Angela Littlewood, the BAF's South-east development officer, said bulldozers were likely to move in a day after the lease was handed over, demolishing indoor and outdoor tracks and the main stand.

She pointed out that Wembley, due to house athletics in a new national stadium by the year 2000, was not a realistic alternative. "It will not provide any day-to-day training," she said, adding that the whole question of deciding the future usage of Crystal Palace was premature, given the current debate over the location of the National Academy of Sport, and its planned regional satellites.

Ovett commented: "It's a joke that we are here today. What sense is there in tearing down a facility when there is nothing to replace it? We've got to decide in this country how seriously we treat sport."

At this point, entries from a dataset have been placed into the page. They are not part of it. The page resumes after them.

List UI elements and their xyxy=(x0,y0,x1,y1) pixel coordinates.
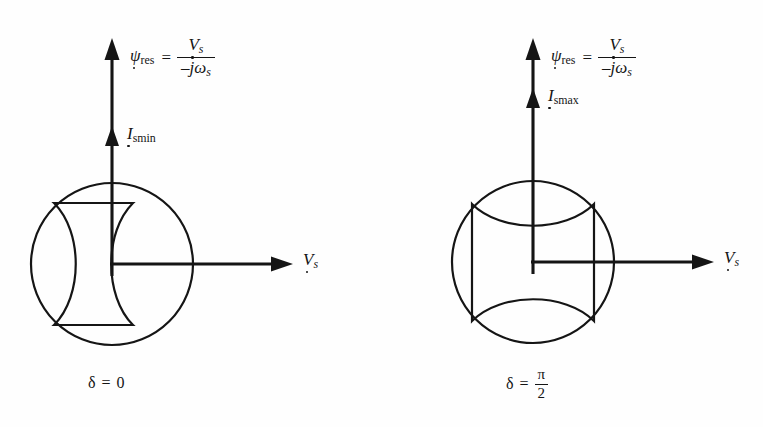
delta-fraction-right: π 2 xyxy=(535,367,549,402)
delta-value-left: 0 xyxy=(117,375,125,391)
phasor-diagram-delta-zero: ψres = Vs –jωs Ismin Vs δ = 0 xyxy=(0,0,381,427)
vs-numerator-subscript-right: s xyxy=(620,42,625,56)
delta-symbol-right: δ xyxy=(506,376,514,392)
ismin-subscript-left: smin xyxy=(133,131,156,145)
psi-equals-right: = xyxy=(582,49,592,66)
vs-numerator-subscript-left: s xyxy=(199,42,204,56)
ismin-symbol-left: I xyxy=(127,125,133,142)
vs-axis-label-right: Vs xyxy=(724,249,739,269)
delta-equals-right: = xyxy=(520,376,529,392)
ismax-label-right: Ismax xyxy=(548,87,579,107)
vs-arrowhead-left xyxy=(271,257,293,272)
vs-numerator-symbol-right: V xyxy=(609,36,619,54)
ismin-label-left: Ismin xyxy=(127,125,156,145)
psi-res-arrowhead-right xyxy=(526,38,541,60)
figure-canvas: ψres = Vs –jωs Ismin Vs δ = 0 xyxy=(0,0,763,427)
vs-axis-subscript-left: s xyxy=(313,257,318,271)
denominator-symbol-right: –jω xyxy=(602,58,627,77)
ismin-arrowhead-left xyxy=(105,126,119,146)
psi-fraction-right: Vs –jωs xyxy=(598,36,636,79)
ismax-subscript-right: smax xyxy=(554,93,579,107)
caption-delta-zero: δ = 0 xyxy=(88,375,125,391)
denominator-subscript-right: s xyxy=(627,65,632,79)
psi-symbol-right: ψ xyxy=(551,47,562,64)
psi-subscript-right: res xyxy=(562,54,576,68)
denominator-symbol-left: –jω xyxy=(181,58,206,77)
psi-res-expression-left: ψres = Vs –jωs xyxy=(130,36,215,79)
delta-denominator-right: 2 xyxy=(535,385,549,402)
vs-axis-symbol-left: V xyxy=(303,251,313,268)
delta-symbol-left: δ xyxy=(88,375,96,391)
psi-equals-left: = xyxy=(161,49,171,66)
vs-arrowhead-right xyxy=(692,255,714,270)
vs-numerator-symbol-left: V xyxy=(188,36,198,54)
vs-axis-symbol-right: V xyxy=(724,249,734,266)
psi-fraction-left: Vs –jωs xyxy=(177,36,215,79)
ismax-arrowhead-right xyxy=(526,88,540,108)
psi-subscript-left: res xyxy=(141,54,155,68)
phasor-diagram-delta-half-pi: ψres = Vs –jωs Ismax Vs δ = π xyxy=(381,0,762,427)
delta-numerator-right: π xyxy=(535,367,549,384)
psi-res-expression-right: ψres = Vs –jωs xyxy=(551,36,636,79)
denominator-subscript-left: s xyxy=(206,65,211,79)
caption-delta-half-pi: δ = π 2 xyxy=(506,367,548,402)
vs-axis-label-left: Vs xyxy=(303,251,318,271)
ismax-symbol-right: I xyxy=(548,87,554,104)
vs-axis-subscript-right: s xyxy=(734,255,739,269)
psi-res-arrowhead-left xyxy=(105,38,120,60)
psi-symbol-left: ψ xyxy=(130,47,141,64)
delta-equals-left: = xyxy=(102,375,111,391)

Bedford, who set the world 10,000 metres record on the Palace track in 1973, said: "We should be improving this facility and developing it, not destroying it." And Geoff Parsons, director of the British Athletes Association, said the current dilemma was symptomatic of "the lack of strategy in British sport planning''.

Depriving Crystal Palace of athletics facilities at a time when so much store was being set by the government on improving national sporting performances was, he said, "a ridiculous message to send out''.

Peter Lamb, director of the Crystal Palace Complex from 1990 until September 1996, said that it had been Bromley's idea to regain the lease early in order to complete their development plans in the park.

He said those plans included restoring the original 19th century walkway through the park, which goes directly through the indoor athletics hall. He also discredited the idea that athletics would be a disproportionately heavy burden on Bromley's tax payers, adding that of the annual pounds 1m cost of the site to the Sports Council, almost pounds 900,000 went on rates, utilities and maintenance.

The Sports Council said yesterday that they would not be taking any long term decisions about Crystal Palace "without prior consultation with the relevant sporting governing bodies''.